What Next?
You can proceed to use Irish records if you know at least a county of origin in Ireland. Some suggestions for where to begin, and strategies to use, follow here.
What To Do if a County is Known
If you know the county in Ireland in which your ancestors originated, a further goal will often be to identify the parish and townland or town of origin. This more specific locality information will be necessary for accessing local records such as church registers, estate papers, and cemetery transcripts.
Strategies
More research abroad may be needed: even if a county has been identified, additional research in records abroad may be necessary to make sure that it is the correct county. Relatives within a family may have different counties of origin listed for them on documents. Also, the town or parish may be preserved in records abroad.
Researching all branches of the family abroad: You may still need to trace where various family members emigrated to find a record abroad giving a specific origin within the county. There may be historical information available about where emigrants from the county went abroad (Clare to Australia, Longford/Westmeath to Argentina, Beara Peninsula Cork to mining areas such as in Montana and Utah in the United States) which can be used in tracing where family members may have gone.
Using heritage centres in Ireland: Ireland has a group of heritage centres which have indexed records usually on a county basis. If a county of origin and enough details about the family are known, the centre's index can be searched for record of the family in a specific parish or locality. A centre will no doubt find multiple John Murphys and it will not be possible to know which is the ancestor without more information about the family. Possible additional details include a father's name, mother's maiden name, a birth date, or a group of siblings' names. More information on research at Heritage Centres can be found offsite.
Check IrelandGenWeb and county genealogical guides: You can find out about records available for a particular county by checking the appropriate pages of IrelandGenWeb and/or one of the genealogical guides which has been published to research in a particular county in Ireland.
Records usable with a known county: Some types of records may be accessed when a county of residence but not a parish or town is known. These include:
Censuses or Census Substitutes
Civil Registration
County and Local Libraries
Deeds
Wills & Administrations
Particular Indexed Sources for Specific Counties: Some counties have sources with county-wide indexes. Examples of Irish cemetery transcripts compiled and indexed county-wide include Gravestone Inscriptions, County Down by R.S.J. Clarke and Memorials of the Dead in County Wicklow by Brian J. Cantwell. Census index examples include the index to the 1831 census of County Londonderry (Derry) produced on microfiche by the Derry Inner City Trust and the indexes to the 1901census of Fermanagh and Tyrone produced by Largy Books.
It may be necessary to alternate research in North America and abroad: For example, you may identify five possibilities to be your ancestor in Irish church records. At this point it is important to identify the brothers and sisters of the five candidates as well as their baptismal sponsors. This information can be compared to individuals known to have been associated with your ancestor abroad. It is important to check if there were other people from the same Irish county who settled in the place where your ancestors settled in North America. Can these people be tracked to a common parish of origin within the county with the ancestor? The ancestor may have been part of a congregational migration, group or chain migration.
What to Do if a Specific Place of Origin (Place Name) is Known
There are many different types of place names in Ireland, and many kinds of administrative divisions to keep track of in your research. These divisions include (approximately from larger to smaller in area):
Province
Region
Diocese
County
Barony
Poor Law Union
Superintendent Registrar's District
Civil Parish
Church Parish
City
Registrar's District
Electoral Division
Town
Village
Townland
Sub-townland denomination
In records of an immigrant -- such as a tombstone, family papers, death certificate, or published biographical sketch -- the most common place names found are provinces, geographical regions, counties, parishes, towns, townlands and townland sub-denominations. If a place name of origin is known, a variety of local sources are opened to the researcher, such as church
records, estate papers, and taxation records.
There are some very good sources for finding just where a particular place name in Ireland was located (in which county and civil parish, for example). These sources are described in detail in the following article: Locating Place Names in Ireland.
You may wish to read an in-depth description of major Irish record sources.
You can find out which of these records is available through the Family History Library by checking the on-line catalog.
Information about records available at Irish repositories are also available on their web sites, whose Internet addresses you can find on this site.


- **Prompt**
In the records below, find the line containing "Image is 700x472 pixels." and the line containing "Image is 868x436 pixels.". Give again exactly those lines and every line between them, omitting the pictures.

(Beginning of Records shown)

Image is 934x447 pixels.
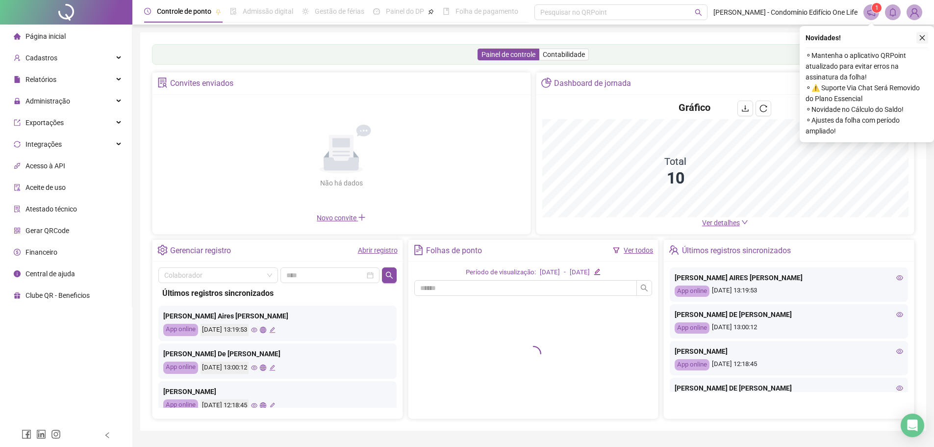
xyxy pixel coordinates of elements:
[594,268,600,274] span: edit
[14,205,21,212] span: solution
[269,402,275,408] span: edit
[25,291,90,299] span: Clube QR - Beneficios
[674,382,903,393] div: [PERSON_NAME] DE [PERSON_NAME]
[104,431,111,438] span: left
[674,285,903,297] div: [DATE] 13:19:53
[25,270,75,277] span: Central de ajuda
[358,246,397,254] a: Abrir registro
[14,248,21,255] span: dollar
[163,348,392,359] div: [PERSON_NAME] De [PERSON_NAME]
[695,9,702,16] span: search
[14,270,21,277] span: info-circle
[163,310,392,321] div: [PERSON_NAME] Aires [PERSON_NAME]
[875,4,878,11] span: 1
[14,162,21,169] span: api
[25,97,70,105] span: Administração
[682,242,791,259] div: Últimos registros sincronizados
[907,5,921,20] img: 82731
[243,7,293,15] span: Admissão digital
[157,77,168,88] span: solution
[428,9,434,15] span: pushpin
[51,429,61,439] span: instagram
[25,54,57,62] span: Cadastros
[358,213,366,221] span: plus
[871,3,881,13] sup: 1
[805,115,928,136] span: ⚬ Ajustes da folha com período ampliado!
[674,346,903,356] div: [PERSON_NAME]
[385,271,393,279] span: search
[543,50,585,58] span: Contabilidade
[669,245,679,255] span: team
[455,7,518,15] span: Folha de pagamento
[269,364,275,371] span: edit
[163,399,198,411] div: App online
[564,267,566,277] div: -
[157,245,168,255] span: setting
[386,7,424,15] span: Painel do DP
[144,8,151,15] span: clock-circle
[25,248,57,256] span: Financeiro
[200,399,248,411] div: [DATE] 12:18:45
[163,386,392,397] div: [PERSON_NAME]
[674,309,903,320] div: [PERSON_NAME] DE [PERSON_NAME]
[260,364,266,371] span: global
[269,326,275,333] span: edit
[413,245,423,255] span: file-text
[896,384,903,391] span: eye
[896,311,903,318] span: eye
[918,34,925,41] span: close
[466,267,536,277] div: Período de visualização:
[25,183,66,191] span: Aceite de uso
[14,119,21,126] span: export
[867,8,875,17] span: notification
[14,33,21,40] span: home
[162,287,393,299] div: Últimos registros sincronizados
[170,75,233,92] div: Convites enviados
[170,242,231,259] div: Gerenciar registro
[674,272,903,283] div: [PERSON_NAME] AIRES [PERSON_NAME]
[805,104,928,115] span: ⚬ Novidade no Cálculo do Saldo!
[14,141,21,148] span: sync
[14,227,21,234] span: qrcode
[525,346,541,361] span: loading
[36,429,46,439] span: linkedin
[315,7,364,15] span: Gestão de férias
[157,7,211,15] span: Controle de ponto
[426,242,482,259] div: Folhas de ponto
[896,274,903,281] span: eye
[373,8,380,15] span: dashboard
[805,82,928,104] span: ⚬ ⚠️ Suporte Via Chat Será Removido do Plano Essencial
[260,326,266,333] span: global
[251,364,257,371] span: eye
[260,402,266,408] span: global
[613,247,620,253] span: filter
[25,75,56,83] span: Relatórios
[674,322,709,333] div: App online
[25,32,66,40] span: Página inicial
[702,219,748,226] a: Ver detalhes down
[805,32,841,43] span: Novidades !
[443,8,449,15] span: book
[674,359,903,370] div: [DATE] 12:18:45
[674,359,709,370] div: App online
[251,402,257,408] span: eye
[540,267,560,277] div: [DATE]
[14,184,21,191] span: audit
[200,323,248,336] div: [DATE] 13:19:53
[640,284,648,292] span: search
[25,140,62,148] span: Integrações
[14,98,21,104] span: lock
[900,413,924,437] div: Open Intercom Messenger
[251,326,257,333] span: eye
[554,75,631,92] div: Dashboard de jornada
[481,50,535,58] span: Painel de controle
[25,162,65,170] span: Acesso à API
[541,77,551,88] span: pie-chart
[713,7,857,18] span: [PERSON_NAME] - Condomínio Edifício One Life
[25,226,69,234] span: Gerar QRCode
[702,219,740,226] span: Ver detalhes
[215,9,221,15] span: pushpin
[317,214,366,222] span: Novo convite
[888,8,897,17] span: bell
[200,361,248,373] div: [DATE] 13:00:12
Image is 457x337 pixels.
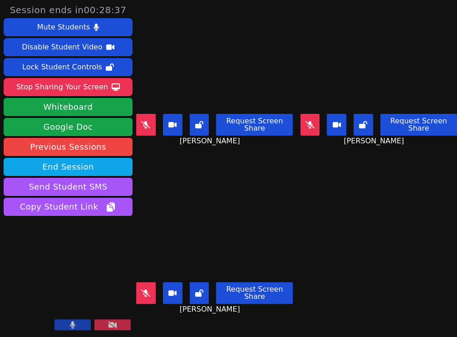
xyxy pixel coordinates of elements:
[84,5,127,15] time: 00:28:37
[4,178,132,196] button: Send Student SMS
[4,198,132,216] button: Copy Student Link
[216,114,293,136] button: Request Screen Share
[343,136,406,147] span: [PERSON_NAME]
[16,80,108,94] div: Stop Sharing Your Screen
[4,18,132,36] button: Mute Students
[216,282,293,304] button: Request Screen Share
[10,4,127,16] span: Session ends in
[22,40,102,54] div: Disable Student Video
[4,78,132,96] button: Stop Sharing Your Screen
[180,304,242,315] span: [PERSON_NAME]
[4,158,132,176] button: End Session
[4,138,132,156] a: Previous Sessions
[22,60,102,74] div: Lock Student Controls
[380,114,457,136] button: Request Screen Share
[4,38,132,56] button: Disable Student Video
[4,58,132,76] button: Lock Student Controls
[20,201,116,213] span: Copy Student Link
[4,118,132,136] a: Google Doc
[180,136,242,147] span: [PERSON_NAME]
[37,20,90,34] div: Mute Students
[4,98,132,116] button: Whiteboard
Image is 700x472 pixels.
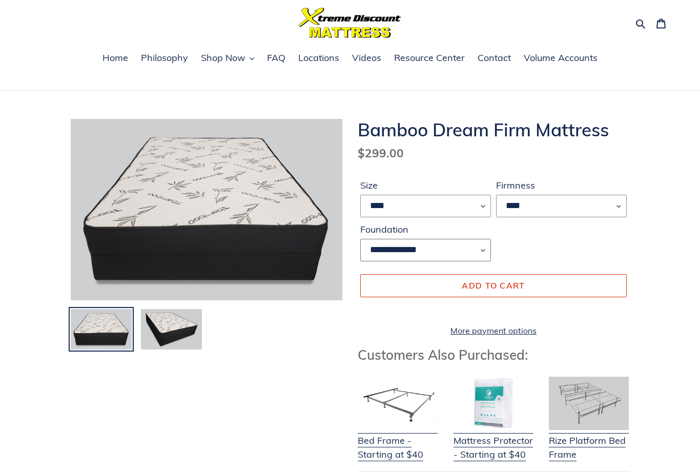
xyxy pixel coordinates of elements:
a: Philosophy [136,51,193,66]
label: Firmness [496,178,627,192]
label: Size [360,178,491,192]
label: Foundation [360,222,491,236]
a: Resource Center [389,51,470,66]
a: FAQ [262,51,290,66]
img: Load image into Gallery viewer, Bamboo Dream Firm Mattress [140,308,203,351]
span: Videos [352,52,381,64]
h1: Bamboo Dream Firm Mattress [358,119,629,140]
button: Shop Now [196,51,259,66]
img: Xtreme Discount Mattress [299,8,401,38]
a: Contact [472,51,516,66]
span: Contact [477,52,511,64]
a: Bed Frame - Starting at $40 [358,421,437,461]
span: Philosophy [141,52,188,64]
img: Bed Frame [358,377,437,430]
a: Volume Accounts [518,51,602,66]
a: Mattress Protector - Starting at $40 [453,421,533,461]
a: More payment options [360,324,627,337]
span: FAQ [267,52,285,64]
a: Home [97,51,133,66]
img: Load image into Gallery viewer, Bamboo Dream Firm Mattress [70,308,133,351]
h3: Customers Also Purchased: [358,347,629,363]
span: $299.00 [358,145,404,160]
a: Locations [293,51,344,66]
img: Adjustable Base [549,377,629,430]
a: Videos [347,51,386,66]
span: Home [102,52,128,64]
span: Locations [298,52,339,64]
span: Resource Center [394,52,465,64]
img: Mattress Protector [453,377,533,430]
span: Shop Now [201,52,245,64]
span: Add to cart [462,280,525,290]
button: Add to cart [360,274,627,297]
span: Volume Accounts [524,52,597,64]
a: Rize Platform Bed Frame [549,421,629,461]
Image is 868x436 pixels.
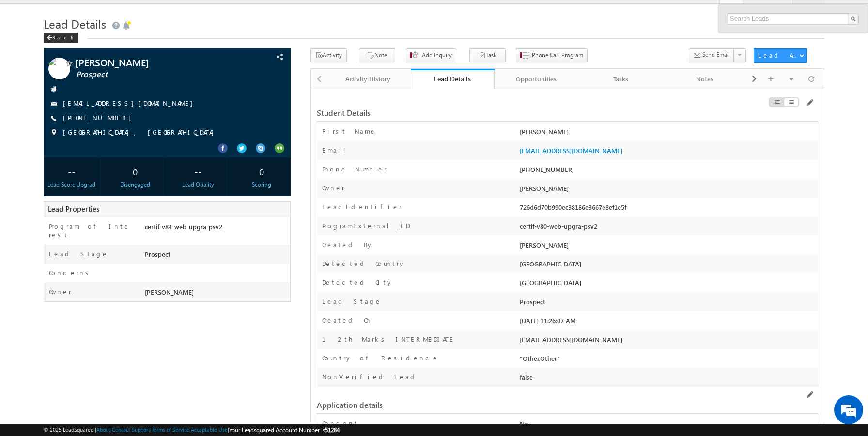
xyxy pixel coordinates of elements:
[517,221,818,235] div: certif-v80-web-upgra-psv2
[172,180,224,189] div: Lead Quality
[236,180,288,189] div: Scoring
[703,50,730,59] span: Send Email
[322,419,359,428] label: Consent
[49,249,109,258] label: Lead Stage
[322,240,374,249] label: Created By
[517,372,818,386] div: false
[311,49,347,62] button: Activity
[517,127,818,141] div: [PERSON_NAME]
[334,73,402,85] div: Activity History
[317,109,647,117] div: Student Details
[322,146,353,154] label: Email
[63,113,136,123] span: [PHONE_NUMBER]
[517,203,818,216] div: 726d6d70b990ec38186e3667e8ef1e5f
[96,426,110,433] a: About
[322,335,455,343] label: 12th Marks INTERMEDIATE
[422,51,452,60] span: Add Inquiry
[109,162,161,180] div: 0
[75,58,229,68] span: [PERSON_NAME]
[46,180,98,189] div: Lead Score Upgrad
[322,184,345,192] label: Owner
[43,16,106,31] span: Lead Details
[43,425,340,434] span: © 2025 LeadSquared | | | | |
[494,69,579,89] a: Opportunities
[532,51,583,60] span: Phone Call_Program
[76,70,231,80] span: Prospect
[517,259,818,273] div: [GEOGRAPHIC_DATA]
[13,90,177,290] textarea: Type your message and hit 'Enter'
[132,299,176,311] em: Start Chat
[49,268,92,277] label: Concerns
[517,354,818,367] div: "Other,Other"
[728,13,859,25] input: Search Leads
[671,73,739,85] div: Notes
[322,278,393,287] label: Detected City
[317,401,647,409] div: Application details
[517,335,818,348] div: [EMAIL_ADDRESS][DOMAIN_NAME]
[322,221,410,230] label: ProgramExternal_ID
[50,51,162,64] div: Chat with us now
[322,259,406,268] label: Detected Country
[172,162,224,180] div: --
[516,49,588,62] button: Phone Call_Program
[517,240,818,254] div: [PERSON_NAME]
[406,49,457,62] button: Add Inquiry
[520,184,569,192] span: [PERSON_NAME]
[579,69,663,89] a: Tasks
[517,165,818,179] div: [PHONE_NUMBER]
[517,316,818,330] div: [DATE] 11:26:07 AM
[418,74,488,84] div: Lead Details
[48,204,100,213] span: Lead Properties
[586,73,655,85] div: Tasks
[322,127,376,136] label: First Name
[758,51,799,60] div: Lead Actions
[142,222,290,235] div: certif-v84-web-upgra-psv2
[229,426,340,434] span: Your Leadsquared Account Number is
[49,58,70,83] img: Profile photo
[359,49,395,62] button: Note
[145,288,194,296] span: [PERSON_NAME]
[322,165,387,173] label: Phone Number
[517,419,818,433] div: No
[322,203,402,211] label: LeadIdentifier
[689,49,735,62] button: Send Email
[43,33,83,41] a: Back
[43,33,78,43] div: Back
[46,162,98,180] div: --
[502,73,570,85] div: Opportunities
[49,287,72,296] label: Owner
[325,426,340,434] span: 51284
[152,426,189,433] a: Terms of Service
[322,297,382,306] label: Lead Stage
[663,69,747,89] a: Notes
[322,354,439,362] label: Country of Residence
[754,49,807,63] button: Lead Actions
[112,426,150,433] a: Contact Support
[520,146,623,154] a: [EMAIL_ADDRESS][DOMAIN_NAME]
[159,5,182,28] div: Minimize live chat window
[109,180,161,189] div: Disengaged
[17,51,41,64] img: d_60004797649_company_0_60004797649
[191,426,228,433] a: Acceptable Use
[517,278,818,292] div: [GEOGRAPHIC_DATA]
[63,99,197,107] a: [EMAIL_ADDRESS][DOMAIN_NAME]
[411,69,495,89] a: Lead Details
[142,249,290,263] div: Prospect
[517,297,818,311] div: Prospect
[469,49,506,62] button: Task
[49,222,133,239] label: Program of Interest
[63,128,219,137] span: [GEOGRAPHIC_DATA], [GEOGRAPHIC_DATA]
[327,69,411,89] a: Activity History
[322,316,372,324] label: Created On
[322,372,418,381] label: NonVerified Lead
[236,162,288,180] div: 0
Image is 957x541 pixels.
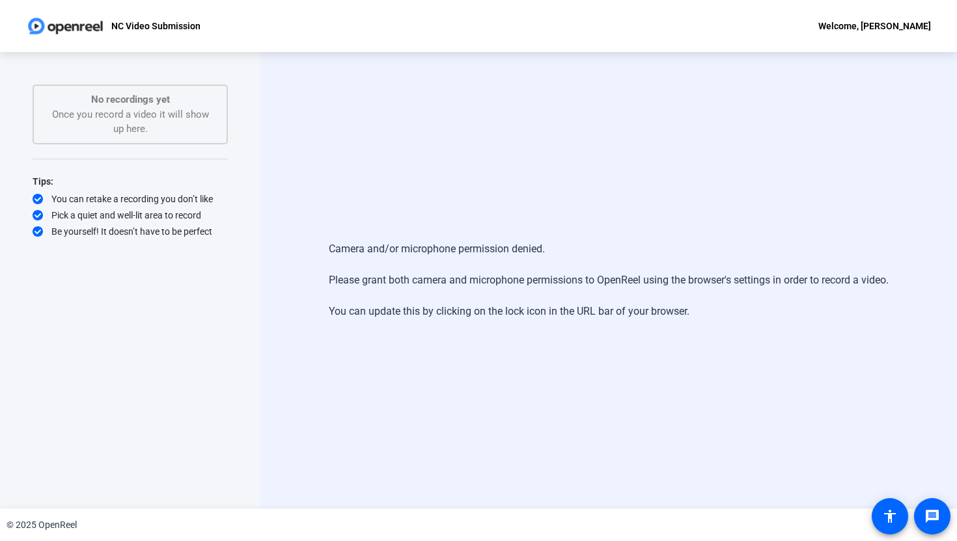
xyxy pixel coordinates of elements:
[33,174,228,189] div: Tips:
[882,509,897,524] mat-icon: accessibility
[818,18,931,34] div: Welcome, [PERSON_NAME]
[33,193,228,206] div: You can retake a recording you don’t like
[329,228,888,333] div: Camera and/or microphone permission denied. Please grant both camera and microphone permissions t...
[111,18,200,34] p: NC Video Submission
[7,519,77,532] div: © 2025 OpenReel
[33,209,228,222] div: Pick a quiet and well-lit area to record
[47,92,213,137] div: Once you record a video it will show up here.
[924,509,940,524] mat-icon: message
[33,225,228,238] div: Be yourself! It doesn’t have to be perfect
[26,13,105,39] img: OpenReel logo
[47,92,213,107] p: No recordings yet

(End of Records shown)

- **Worked solution**
Image is 700x472 pixels.
xyxy pixel coordinates of elements:
a: Philosophy [136,51,193,66]
label: Firmness [496,178,627,192]
label: Size [360,178,491,192]
label: Foundation [360,222,491,236]
a: Resource Center [389,51,470,66]
a: FAQ [262,51,290,66]
img: Load image into Gallery viewer, Bamboo Dream Firm Mattress [140,308,203,351]
span: Videos [352,52,381,64]
h1: Bamboo Dream Firm Mattress [358,119,629,140]
button: Shop Now [196,51,259,66]
img: Xtreme Discount Mattress [299,8,401,38]
a: Contact [472,51,516,66]
span: Contact [477,52,511,64]
a: Bed Frame - Starting at $40 [358,421,437,461]
span: Philosophy [141,52,188,64]
img: Bed Frame [358,377,437,430]
a: Volume Accounts [518,51,602,66]
a: Mattress Protector - Starting at $40 [453,421,533,461]
a: More payment options [360,324,627,337]
span: FAQ [267,52,285,64]
a: Home [97,51,133,66]
img: Load image into Gallery viewer, Bamboo Dream Firm Mattress [70,308,133,351]
h3: Customers Also Purchased: [358,347,629,363]
span: $299.00 [358,145,404,160]
a: Locations [293,51,344,66]
img: Adjustable Base [549,377,629,430]
a: Videos [347,51,386,66]
span: Home [102,52,128,64]
span: Locations [298,52,339,64]
span: Resource Center [394,52,465,64]
img: Mattress Protector [453,377,533,430]
span: Shop Now [201,52,245,64]
span: Add to cart [462,280,525,290]
button: Add to cart [360,274,627,297]
span: Volume Accounts [524,52,597,64]
a: Rize Platform Bed Frame [549,421,629,461]
Image is 868x436 pixels.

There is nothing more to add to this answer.